Ask people if they like the idea of refill and most will say yes. Watch how they actually shop and you see a different story, both in store and at home.
On the shelf, the pieces are in place. The fixtures are there. The messaging’s there. Yet shoppers keep walking, driven by a perception that refill takes longer and asks more effort than picking up a standard pack.
That perception usually comes from experience. Refill sounds good until it soaks your countertop, jams your pump, or slows your shop. One awkward spill is often enough to push people straight back to single use.
The data reflects that gap. York University’s Circular Innovation Hub found that across 22 categories, willingness to use refillable packaging consistently outscored the likelihood of actually using it, with the biggest gaps in personal care and cleaning. City to Sea and Re found 69% of consumers are open to returnable packaging if it’s nearby. The gap between “sounds great” and “works for me” is where refill stalls.
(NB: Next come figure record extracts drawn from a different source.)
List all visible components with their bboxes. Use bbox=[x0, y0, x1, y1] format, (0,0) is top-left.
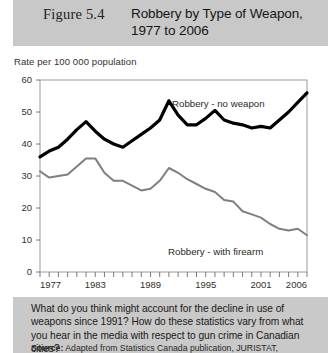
x-tick-label: 1995 bbox=[195, 279, 216, 290]
y-tick-label: 30 bbox=[21, 170, 32, 181]
figure-title-line-2: 1977 to 2006 bbox=[131, 22, 328, 39]
series-line-with-firearm bbox=[40, 158, 307, 235]
y-tick-label: 60 bbox=[21, 74, 32, 85]
figure-title: Robbery by Type of Weapon, 1977 to 2006 bbox=[131, 5, 328, 39]
y-tick-label: 0 bbox=[27, 266, 32, 277]
x-tick-label: 2006 bbox=[286, 279, 307, 290]
source-text: Adapted from Statistics Canada publicati… bbox=[63, 343, 278, 353]
x-tick-label: 1977 bbox=[40, 279, 61, 290]
x-tick-label: 1983 bbox=[85, 279, 106, 290]
figure-page: Figure 5.4 Robbery by Type of Weapon, 19… bbox=[0, 0, 328, 353]
series-label-with-firearm: Robbery - with firearm bbox=[168, 246, 263, 257]
line-chart: 0102030405060197719831989199520012006 bbox=[0, 46, 328, 295]
x-tick-label: 2001 bbox=[250, 279, 271, 290]
figure-number: Figure 5.4 bbox=[43, 6, 105, 23]
figure-title-line-1: Robbery by Type of Weapon, bbox=[131, 5, 328, 22]
y-tick-label: 20 bbox=[21, 202, 32, 213]
series-label-no-weapon: Robbery - no weapon bbox=[172, 98, 265, 109]
discussion-question-band: What do you think might account for the … bbox=[13, 297, 328, 353]
x-tick-label: 1989 bbox=[140, 279, 161, 290]
source-label: Source: bbox=[31, 343, 63, 353]
source-line: Source: Adapted from Statistics Canada p… bbox=[31, 343, 323, 353]
figure-header-band: Figure 5.4 Robbery by Type of Weapon, 19… bbox=[13, 0, 328, 46]
y-tick-label: 10 bbox=[21, 234, 32, 245]
chart-area: Rate per 100 000 population 010203040506… bbox=[0, 46, 328, 295]
y-tick-label: 50 bbox=[21, 106, 32, 117]
y-tick-label: 40 bbox=[21, 138, 32, 149]
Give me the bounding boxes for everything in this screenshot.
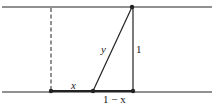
label-height-1: 1 [136, 43, 142, 55]
label-remainder: 1 − x [103, 93, 126, 105]
point-top [130, 5, 134, 9]
point-mid-bottom [91, 89, 95, 93]
hypotenuse-y [93, 7, 132, 91]
point-left-bottom [49, 89, 53, 93]
diagram-canvas: x y 1 1 − x [0, 0, 217, 105]
point-right-bottom [131, 89, 135, 93]
label-x: x [70, 79, 76, 91]
label-y: y [100, 43, 106, 55]
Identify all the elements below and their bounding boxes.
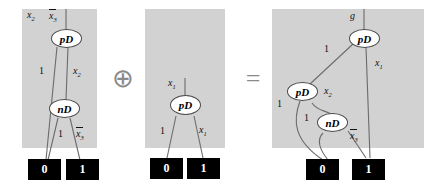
terminal-zero-result[interactable]: 0 [306, 159, 339, 180]
terminal-one-operand-b[interactable]: 1 [187, 158, 220, 179]
node-label: pD [60, 33, 73, 45]
decision-diagram-figure: x2 x3 pD 1 x2 nD 1 x3 0 1 ⊕ x1 pD 1 x1 [0, 0, 424, 185]
terminal-zero-operand-b[interactable]: 0 [150, 158, 183, 179]
terminal-label: 1 [80, 162, 86, 177]
terminal-label: 0 [42, 162, 48, 177]
node-nd-operand-a[interactable]: nD [49, 99, 80, 118]
node-pd-left-result[interactable]: pD [287, 82, 318, 101]
node-label: pD [296, 86, 309, 98]
edge-label-a-1: 1 [39, 66, 44, 76]
terminal-label: 1 [366, 162, 372, 177]
edge-label-a-x2: x2 [73, 66, 81, 79]
node-label: pD [179, 99, 192, 111]
edge-label-c-1-root: 1 [324, 44, 329, 54]
edge-label-b-x1: x1 [199, 125, 207, 138]
terminal-label: 0 [164, 161, 170, 176]
edge-label-c-1-left: 1 [277, 99, 282, 109]
edge-label-c-x2: x2 [324, 86, 332, 99]
node-nd-result[interactable]: nD [317, 113, 348, 132]
node-pd-root-result[interactable]: pD [349, 29, 380, 48]
terminal-one-result[interactable]: 1 [352, 159, 385, 180]
node-label: nD [325, 117, 339, 129]
top-label-x1-operand-b: x1 [168, 78, 176, 91]
top-label-x2: x2 [27, 10, 35, 23]
edge-label-b-1: 1 [160, 126, 165, 136]
terminal-zero-operand-a[interactable]: 0 [28, 159, 61, 180]
top-label-x3-bar: x3 [49, 10, 57, 24]
edge-label-c-x3-bar: x3 [350, 130, 358, 144]
edge-label-a-1-lower: 1 [58, 129, 63, 139]
terminal-label: 1 [201, 161, 207, 176]
node-label: pD [358, 33, 371, 45]
terminal-label: 0 [320, 162, 326, 177]
terminal-one-operand-a[interactable]: 1 [66, 159, 99, 180]
node-pd-operand-b[interactable]: pD [170, 95, 201, 115]
top-label-g: g [350, 11, 355, 21]
node-pd-operand-a[interactable]: pD [51, 29, 82, 48]
edge-label-c-1-nd: 1 [304, 113, 309, 123]
edge-label-c-x1: x1 [375, 58, 383, 71]
node-label: nD [57, 103, 71, 115]
edge-label-a-x3-bar: x3 [76, 128, 84, 142]
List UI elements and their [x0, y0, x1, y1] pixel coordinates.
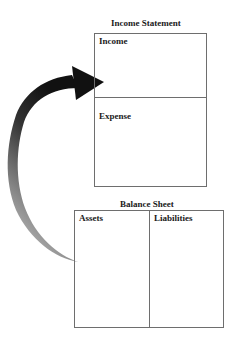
liabilities-box: Liabilities: [149, 210, 224, 328]
assets-box: Assets: [74, 210, 150, 328]
income-statement-title: Income Statement: [111, 18, 181, 28]
income-statement-box: Income: [94, 33, 207, 98]
income-label: Income: [99, 36, 128, 46]
liabilities-label: Liabilities: [154, 213, 193, 223]
balance-sheet-title: Balance Sheet: [120, 199, 174, 209]
assets-label: Assets: [79, 213, 103, 223]
expense-label: Expense: [99, 111, 131, 121]
expense-box: Expense: [94, 97, 207, 187]
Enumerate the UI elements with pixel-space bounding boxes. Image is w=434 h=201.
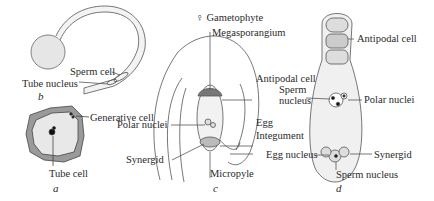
- label-polar-nuclei-d: Polar nuclei: [364, 94, 414, 105]
- label-antipodal-cell-c: Antipodal cell: [256, 73, 316, 84]
- label-synergid-d: Synergid: [374, 149, 412, 160]
- label-antipodal-cell-d: Antipodal cell: [357, 33, 417, 44]
- panel-letter-d: d: [336, 182, 342, 194]
- label-sperm-nucleus-bottom: Sperm nucleus: [336, 169, 398, 180]
- panel-letter-a: a: [53, 182, 59, 194]
- label-sperm-line1: Sperm: [279, 84, 306, 95]
- label-micropyle: Micropyle: [210, 168, 254, 179]
- label-megasporangium: Megasporangium: [212, 27, 286, 38]
- label-egg: Egg: [256, 117, 273, 128]
- label-gametophyte: ♀ Gametophyte: [196, 12, 263, 23]
- ovule-drawing: [154, 32, 259, 182]
- label-egg-nucleus: Egg nucleus: [266, 149, 318, 160]
- panel-letter-c: c: [213, 182, 218, 194]
- pollen-grain-drawing: [26, 106, 89, 166]
- label-integument: Integument: [256, 130, 304, 141]
- label-synergid-c: Synergid: [126, 154, 164, 165]
- panel-letter-b: b: [38, 90, 44, 102]
- label-sperm-line2: nucleus: [279, 95, 311, 106]
- label-tube-cell: Tube cell: [49, 168, 88, 179]
- label-tube-nucleus: Tube nucleus: [22, 78, 78, 89]
- label-polar-nuclei-c: Polar nuclei: [117, 119, 167, 130]
- label-sperm-cell: Sperm cell: [70, 66, 115, 77]
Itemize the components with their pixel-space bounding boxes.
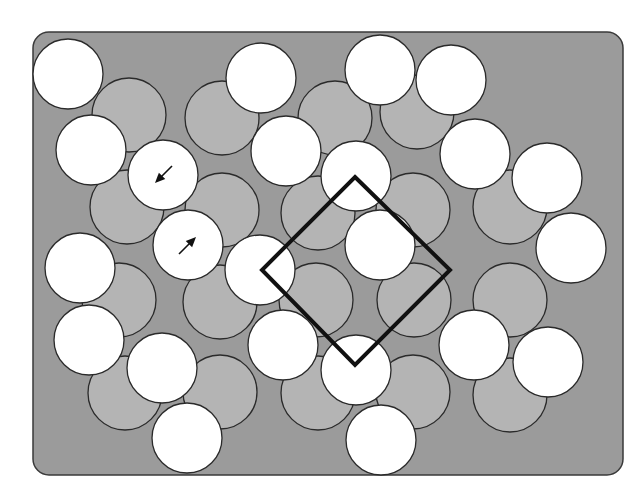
white-circle	[513, 327, 583, 397]
white-circle	[345, 35, 415, 105]
circle-packing-diagram	[0, 0, 630, 504]
arrow-circle	[128, 140, 198, 210]
white-circle	[226, 43, 296, 113]
white-circle	[416, 45, 486, 115]
white-circle	[512, 143, 582, 213]
arrow-circle	[153, 210, 223, 280]
white-circle	[536, 213, 606, 283]
white-circle	[439, 310, 509, 380]
white-circle	[33, 39, 103, 109]
white-circle	[45, 233, 115, 303]
white-circle	[54, 305, 124, 375]
white-circle	[56, 115, 126, 185]
white-circle	[127, 333, 197, 403]
white-circle	[345, 210, 415, 280]
figure-canvas	[0, 0, 630, 504]
white-circle	[248, 310, 318, 380]
white-circle	[346, 405, 416, 475]
white-circle	[152, 403, 222, 473]
white-circle	[440, 119, 510, 189]
white-circle	[321, 335, 391, 405]
white-circle	[251, 116, 321, 186]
That matters because the environmental maths don’t bend. Reuse only pays off when people keep coming back, yet most models lose momentum long before the carbon or cost curves turn. When refills are messy and often no cheaper once deposits apply, hesitation wins.
Commercial research reinforces the same reality. McKinsey’s 2025 work shows price, quality, and convenience still lead, and the gap to sustainability has widened since 2020. PwC puts willingness to pay a sustainability premium at 9.7%, but that drops fast once deposits, complexity, or inconvenience appear.
Seen through that lens, Loop becomes a useful case study. Launched in 2019 with major brands, major retailers, and nearly 100,000 consumers on the US pilot waitlist, it shut down in the US and UK. Deposits, returns, and cleaning added cost and time, and it never fit naturally into a standard shop. It continues in France, where deposit systems and retail infrastructure already support reuse.
Pressure from regulation is increasing. PPWR applies from August 2026 with reuse targets and stricter definitions. But regulation doesn’t help someone standing over a sink trying not to miss a narrow opening, or dealing with a slippery bottle in the shower.
That’s where design has to step in. This is the space Beta Design x Fussy operates in, removing friction rather than asking people to tolerate it. Aluminium refills drop straight in, keeping the experience familiar and quick.
They’ve carried that thinking through into hand wash, launched in January 2026 through Boots and Sainsbury’s. Built around the same Twist, Pop, Wash system, with aluminium refills and a bottle made to last.
It underlines a simple reality. Refill only holds when the experience holds. Good intentions, new rules and clever campaigns can’t make up for a design that asks too much.
When people walk away from refill, it’s often the pack or system that needs rethinking, not the shopper.